Maori Chiefs Hand Sovereignty of New Zealand to Queen Victoria [15min]
The Maoris origins are 8th century Polynesian. They had a life expectancy of not much more than 30 and tended towards cannibalism. On one occasion at the start of the 19th century, most of the crew of the English ship, the Boyd, were eaten.
Christian teaching had little effect on the natives, who were more interested in guns than texts. Samuel Marsden, who oversaw the Church Missionary Society in New Zealand, discovered the Maoris were getting muskets from the mission station run by Thomas Kendall. They wanted them not so much for attacking or defending against settlers as each other.

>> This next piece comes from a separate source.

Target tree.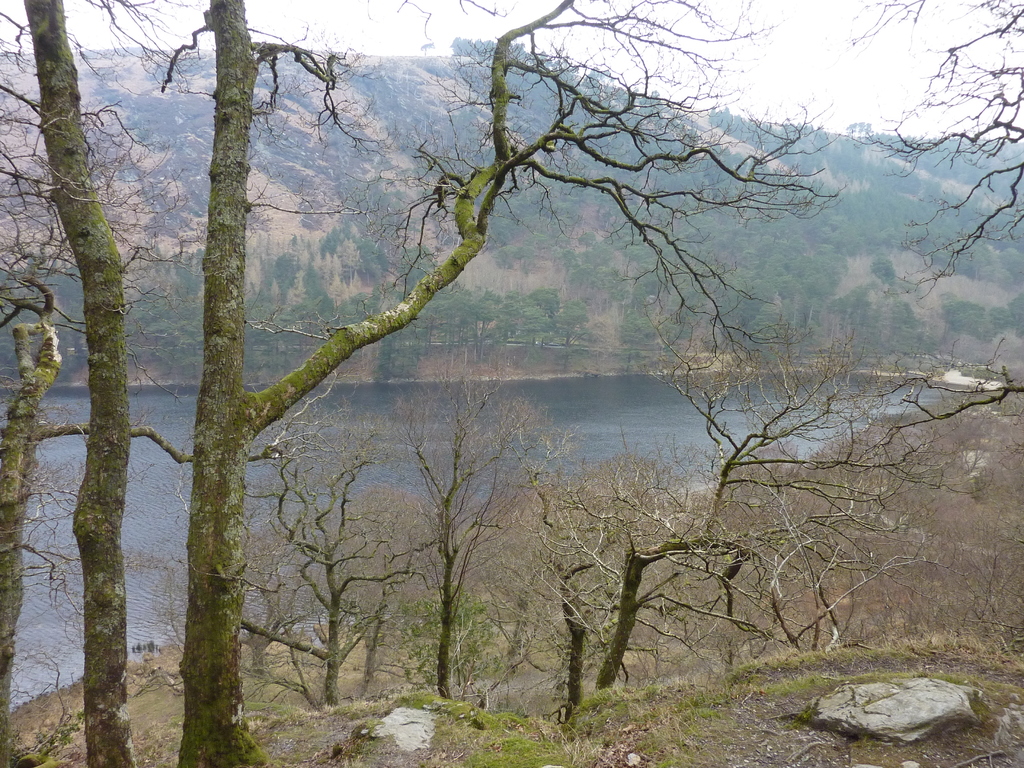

The musket was such an advance on axes and spears that it did not need more than maybe ten guns to put one Maori community over another. In 1820 Chief Hongi was taken to England to see the king. On his way back he bought 300 muskets in Australia and, for the next 10 years, his tribesmen are said to have butchered and eaten their enemies.

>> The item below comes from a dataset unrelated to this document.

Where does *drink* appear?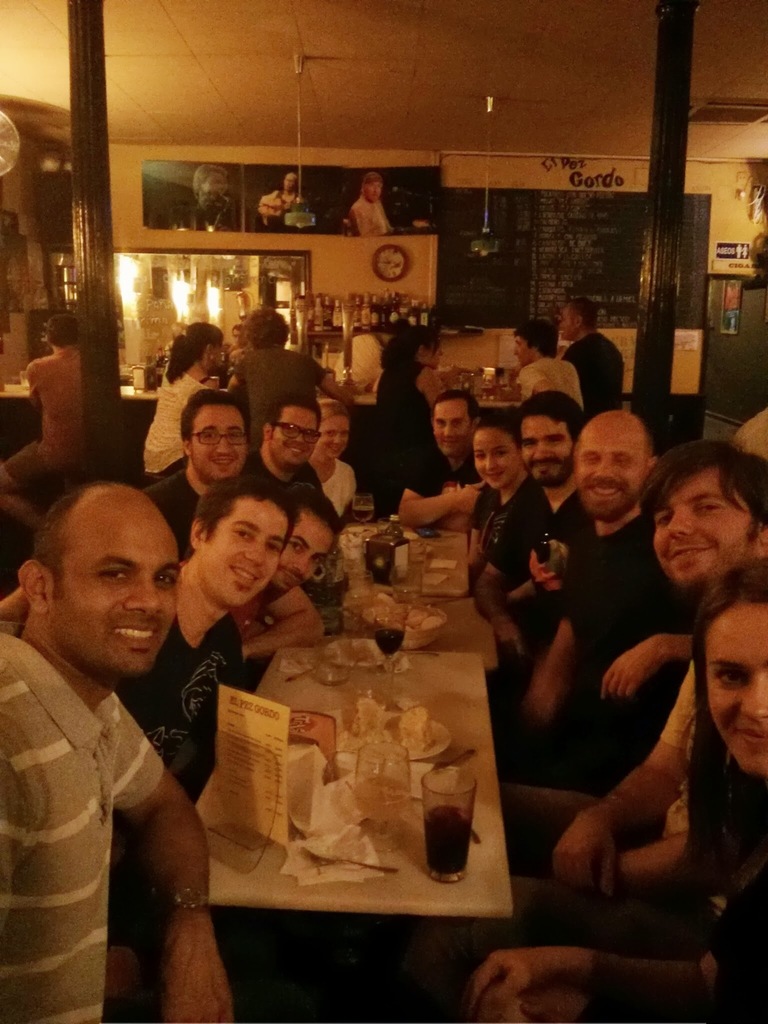
Appears at [412,772,486,893].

It was this mass slaughter that prompted other Maoris to ask William IV for protection. The British preferred to leave New Zealand as an extension of New South Wales. However there was a realistic fear that the French were planning to colonise the islands, through Le Compagnie Nanto-Bordelaise. A meeting of chiefs and officials in 1835 led to a Royal Navy captain, William Hobson, being sent to formally annexe New Zealand.
Thus, in 1840 Hobson became the colony's first lieutenant-governor. The majority of Maori chiefs agreed to hand sovereignty of New Zealand to Queen Victoria. In return the British garrison and legal system were supposed to protect them from expanding British settlements, and from each other. After the name of the meeting place, the 1840 Treaty of Waitangi was signed.